TSMC's yield at 3nm is said to be 84% which makes Qualcomm's decision a no-brainer even though Samsung Foundry's 3nm node includes Gate-All-Around (GAA) transistors that surround the channel on all four sides reducing current leakage and hiking the drive current. TSMC's GAA transistors won't be used until the world's largest contract foundry starts shipping its own 2nm production.

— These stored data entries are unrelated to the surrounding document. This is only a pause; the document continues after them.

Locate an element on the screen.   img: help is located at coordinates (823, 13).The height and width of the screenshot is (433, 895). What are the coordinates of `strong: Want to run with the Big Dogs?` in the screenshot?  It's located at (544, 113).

The Snapdragon 8 Elite 2's benchmark test on Geekbench indicated that it will have a 20% CPU performance hike over the Snapdragon 8 Elite and the single-core score of 4000 will match the rival Dimensity 9500 SoC expected to be unveiled by MediaTek late next year. The Snapdragon 8 Elite enjoys a 30% hike in CPU performance compared to the Snapdragon 8 Gen 3 SoC.
This is how Samsung Foundry's low yield will affect next year's Galaxy S25 series
TSMC's yield advantage over Samsung Foundry is a major issue that Samsung needs to correct if it wants to attract new customers at 3nm and lower.